Chemical knowledge and a scientific analysis shape our view, but can also be selectively ignored
Being a chemist (or any other sort of scientist) means taking a certain view of the world. It’s one that seems natural to us now, but it’s nothing of the sort. The idea that there are invariable natural laws and that they can be discovered (and queried) by organised experiments has not come easily to humanity. What does this sort of thinking do to a person’s view of the world, compared to a non-scientist? More specifically, what does knowledge of chemistry do for them? I would divide these into two categories – the effect of the knowledge itself, and the effects of a scientific frame of mind.
The general effects of knowing science are a simultaneous amazement at the complexity of the natural world, and a sometimes terrifying perspective on any individual’s place in it (put simply, it does not care about us very much).

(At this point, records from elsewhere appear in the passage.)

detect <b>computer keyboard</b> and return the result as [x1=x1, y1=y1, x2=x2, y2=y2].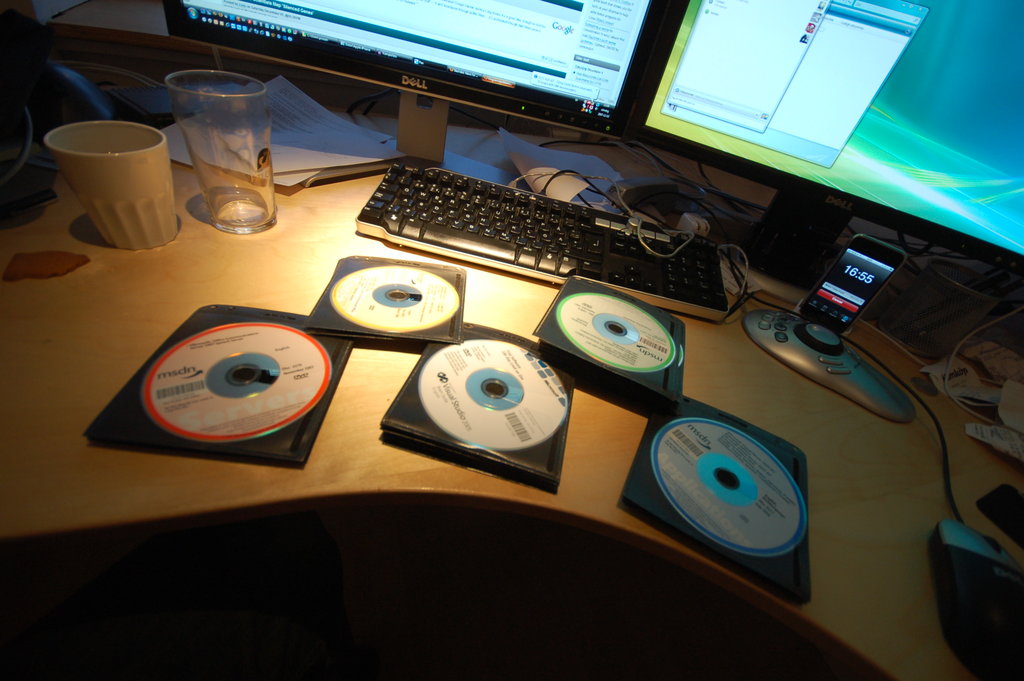
[x1=354, y1=163, x2=725, y2=319].
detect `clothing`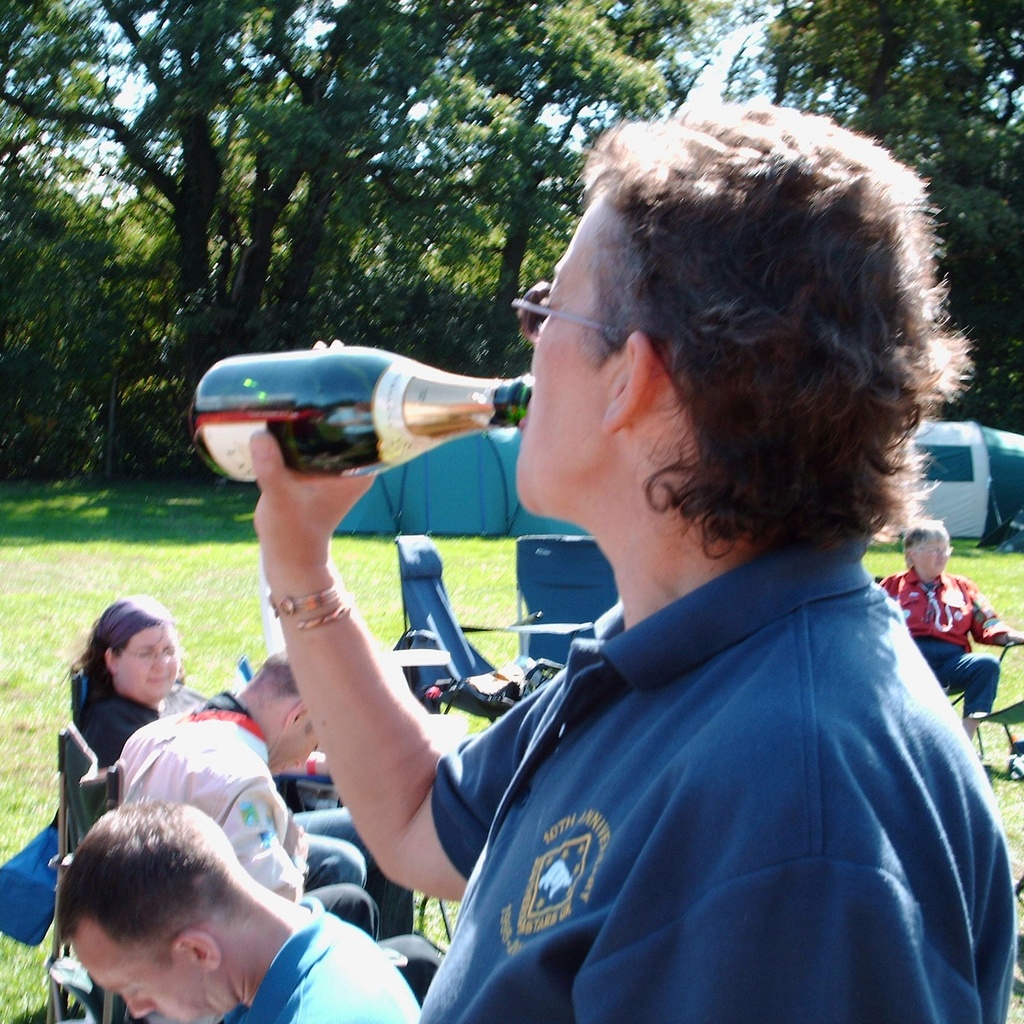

Astronomy and physics are well known to provide these sensations, but biochemistry is complex enough to humble anyone. As for indifference to human concerns, any chemist who’s experienced a violent exotherm knows the utter callousness of thermodynamics. These systems will do what they’re going to do, and no amount of charm or argument will coerce them to do anything else. People whose work deals mostly with other people tend to overestimate the power of a strong or attractive personality, but those who spend their time interrogating the physical world know the limits of that approach.
More specifically, knowing the details of chemistry in day-to-day life can be simultaneously useful and annoying, since one can’t help seeing things in terms of molecules and their properties. At home, it helps in working out what will might clean a stubborn stain (or ruin the garment). But when you see people advising others to clean things with the magical mixture of vinegar and sodium bicarbonate, you automatically wonder what’s so useful about fizzy sodium acetate. Seeing chemistry abused causes distress. The mangled chemical structures that advertisers seem to think are so much more scientific-looking than anything real are always irritating: a glance at advertisements for expensive bottled waters – with their claims about pH, oxygen levels and worse – is enough to raise one’s blood pressure beyond the help of any all-natural spring. And the persistence of vitalism continues to amaze: I’ve had someone insist to me that pure, crystalline vitamin C derived from an orange has something in it that ascorbic acid from a flask can never possess.
But it’s the scientific habits of mind that are the real change. Not everyone approaches the news of some discovery with the attitude of: ‘that’s interesting – I wonder if it’s true?’ In the lab, ‘What’s the evidence for that?’ can be a neutral or even friendly question. But in day-to-day life it is often taken as a challenging insult. By normal standards, a scientist seems like someone who doubts everything until they’ve seen it happen at least twice (that said, who among us has not been misled by exciting but irreproducible ‘n=1’ results?) Questions about sample size and confounding variables do not come naturally, which is surely one reason that the scientific method itself took so long to become established.
There is a mistake waiting at the other end of the scale from credulousness, though, because there are always mistake waiting at both ends of every scale. Scientific arrogance is not an unknown problem, inside or outside the lab. Human beings of all kinds are often too attached to their own beliefs, and scientific training, while it’s supposed to help counteract this, can at times reinforce the problem. Every field has its example of disputes fueled by conflicting interpretations of the evidence. And the general human tendency to believe what one wants to believe can be stronger than any training at all. We are all too willing to toss out whatever we’ve internalised about standards of evidence and reproducibility when it comes to topics that we’re passionate about, and this has led (and will lead) to mistakes large and small. Science itself, in its purest form, is not human, but its practitioners are very human indeed.